Peter Lewis now runs a small press, Flambard, specialising in poetry and crime fiction, but as an academic twenty years ago he introduced courses in crime fiction at Durham University's Department of English. He and Ian Rankin were at one time been fellow-members of the Scottish Chapter of the Crime Writers' Association. So he was well placed to summarise, for the audience of crime addicts who filled Durham's main Gala Theatre, the details of Ian Rankin's claim on their attention: with Fleshmarket Close he had written his eighteenth novel about Inspector John Rebus; an earlier book in the series, Black and Blue won the CWA's Gold Dagger award for the best crime novel of the year; this recognition had helped expand his readership in the US, and earlier this year his novel Resurrection Men won the US equivalent prize, the Edgar Award of the Mystery Writers of America. In 2002 he was awarded the OBE, the main effect of which, according to Ian Rankin himself, was that his twelve-year old son could now refer to him as "Ian Ran-KinOBE, Obi-Wan Kenobi's less intelligent brother".

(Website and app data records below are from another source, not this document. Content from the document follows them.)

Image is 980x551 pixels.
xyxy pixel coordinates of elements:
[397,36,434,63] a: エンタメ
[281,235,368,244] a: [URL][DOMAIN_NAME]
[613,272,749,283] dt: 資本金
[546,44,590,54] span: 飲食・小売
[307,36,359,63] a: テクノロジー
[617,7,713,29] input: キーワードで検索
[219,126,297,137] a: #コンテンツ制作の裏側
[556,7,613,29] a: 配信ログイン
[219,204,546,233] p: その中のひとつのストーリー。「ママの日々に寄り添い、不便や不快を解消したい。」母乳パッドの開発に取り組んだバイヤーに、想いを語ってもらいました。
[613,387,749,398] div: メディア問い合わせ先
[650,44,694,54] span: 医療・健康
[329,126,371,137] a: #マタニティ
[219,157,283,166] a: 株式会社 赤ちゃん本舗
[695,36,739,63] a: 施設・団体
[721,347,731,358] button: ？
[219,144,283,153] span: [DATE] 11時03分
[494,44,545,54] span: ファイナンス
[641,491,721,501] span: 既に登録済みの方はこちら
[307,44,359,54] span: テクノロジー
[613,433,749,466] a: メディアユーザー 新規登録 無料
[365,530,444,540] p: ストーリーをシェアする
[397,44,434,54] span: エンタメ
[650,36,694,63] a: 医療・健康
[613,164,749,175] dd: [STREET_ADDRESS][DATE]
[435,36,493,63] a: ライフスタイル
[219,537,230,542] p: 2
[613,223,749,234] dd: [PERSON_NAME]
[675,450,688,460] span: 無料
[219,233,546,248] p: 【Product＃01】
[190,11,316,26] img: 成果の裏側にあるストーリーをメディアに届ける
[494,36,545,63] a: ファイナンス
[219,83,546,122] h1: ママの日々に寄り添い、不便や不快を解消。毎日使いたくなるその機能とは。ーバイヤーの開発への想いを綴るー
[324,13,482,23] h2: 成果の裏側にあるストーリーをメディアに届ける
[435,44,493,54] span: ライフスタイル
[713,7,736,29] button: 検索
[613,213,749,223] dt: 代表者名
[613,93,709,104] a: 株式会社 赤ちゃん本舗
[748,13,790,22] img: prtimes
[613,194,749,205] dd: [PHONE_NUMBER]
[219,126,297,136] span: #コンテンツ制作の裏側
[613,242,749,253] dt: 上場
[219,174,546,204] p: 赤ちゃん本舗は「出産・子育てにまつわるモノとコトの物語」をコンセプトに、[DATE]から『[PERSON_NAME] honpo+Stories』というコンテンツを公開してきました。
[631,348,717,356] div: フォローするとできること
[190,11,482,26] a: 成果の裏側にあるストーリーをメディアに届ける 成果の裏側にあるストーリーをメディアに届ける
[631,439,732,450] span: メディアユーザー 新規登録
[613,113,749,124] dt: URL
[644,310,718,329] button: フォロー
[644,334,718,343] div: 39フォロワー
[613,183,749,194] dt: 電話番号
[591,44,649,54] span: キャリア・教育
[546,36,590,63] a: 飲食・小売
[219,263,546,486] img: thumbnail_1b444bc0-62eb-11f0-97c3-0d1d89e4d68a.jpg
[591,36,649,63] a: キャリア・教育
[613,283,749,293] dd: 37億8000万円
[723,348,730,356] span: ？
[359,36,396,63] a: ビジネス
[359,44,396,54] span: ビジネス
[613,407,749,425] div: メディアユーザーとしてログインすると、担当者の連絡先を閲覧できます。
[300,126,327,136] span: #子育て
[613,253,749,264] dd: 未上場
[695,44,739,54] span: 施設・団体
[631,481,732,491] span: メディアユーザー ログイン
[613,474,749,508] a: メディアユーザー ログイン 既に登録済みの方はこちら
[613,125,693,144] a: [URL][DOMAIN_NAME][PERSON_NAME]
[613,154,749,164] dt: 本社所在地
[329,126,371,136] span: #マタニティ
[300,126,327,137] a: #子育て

After reading from Fleshmarket Close, the author didn't even wait to be asked the traditional question "Where do you get your ideas from?", but took it as a starting point for talking about the new book. Part of his inspiration had come, as is often the case, from the city of Edinburgh itself (there is an interactive map of Rebus's Edinburgh on his website): he had been walking past Fleshmarket Close and the name had caught his imagination, and set him wondering what sort of book would have that title. Simultaneously, he had been concerned by the strand of racism revealed by Scotland's reception of an influx of asylum seekers ("it is generally thought that we Scots are too preoccupied with religious bigotry to be racist", he explained). This chimed with his discovery that the name Rebus (which he thought he had invented for the hero of his novel Knots & Crosses) did exist, and was Polish. "So then all I needed was a murder."

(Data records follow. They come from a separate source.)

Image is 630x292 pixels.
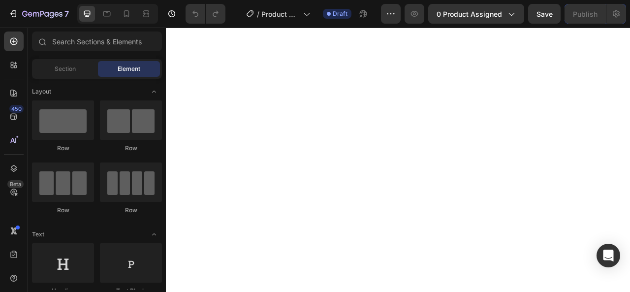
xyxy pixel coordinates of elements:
[536,10,553,18] span: Save
[146,84,162,99] span: Toggle open
[32,230,44,239] span: Text
[32,87,51,96] span: Layout
[333,9,347,18] span: Draft
[9,105,24,113] div: 450
[100,206,162,215] div: Row
[261,9,299,19] span: Product Page - [DATE] 15:23:08
[100,144,162,153] div: Row
[32,206,94,215] div: Row
[257,9,259,19] span: /
[32,31,162,51] input: Search Sections & Elements
[146,226,162,242] span: Toggle open
[64,8,69,20] p: 7
[436,9,502,19] span: 0 product assigned
[32,144,94,153] div: Row
[186,4,225,24] div: Undo/Redo
[55,64,76,73] span: Section
[564,4,606,24] button: Publish
[596,244,620,267] div: Open Intercom Messenger
[118,64,140,73] span: Element
[4,4,73,24] button: 7
[7,180,24,188] div: Beta
[166,28,630,292] iframe: Design area
[573,9,597,19] div: Publish
[428,4,524,24] button: 0 product assigned
[528,4,560,24] button: Save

When he wrote Knots & Crosses, Ian Rankin was not consciously writing a crime novel, still less the first of a series of crime novels: he wanted to write about contemporary society, and chose a policeman as his central character because his profession would allow him to explore different aspects of Scottish life. But he was happy with the crime genre's appetite for "series characters", which allowed him to explore both character and setting in greater depth than is possible in a stand-alone novel. By the end of the series, he hoped to have painted a panorama of Scottish society in much the same way Anthony Powell had depicted English society in A Dance to the Music of Time - "my favourite novel" (adding later "and my second-favourite novel is Jilly Cooper's Rivals").
Ian Rankin sees his novels as part of the Scottish gothic tradition; they describe a country, and in particular a city, which is prone to play up its beauty and tourist-friendly traditions, but which also has a darker side. He writes on his website:
"Edinburgh is the perfect setting for crime writing. It has a split personality - on the one hand it is the city of history and museums and royalty, but at the same time there is this feeling that behind the thick walls of those Georgian townhouses there are all sorts of terrible things happening.""It's a Jekyll and Hyde city", he told his audience, "a bit like Durham." and went on to explain how he had first come to Durham for a seminar, as a postgraduate student in 1984. "There's this fabulous view from the station, and then when I got down to the Market Place, there were people in the streets collecting money in buckets for the striking miners."
After a few questions from the audience, Ian Rankin signed books for a long queue of fans; the only complaint to be heard was that people would have liked the evening to go on longer.
Rachel Bignell reviewed this event for Wear FM, and Barney Britton reviewed it for Durham 21.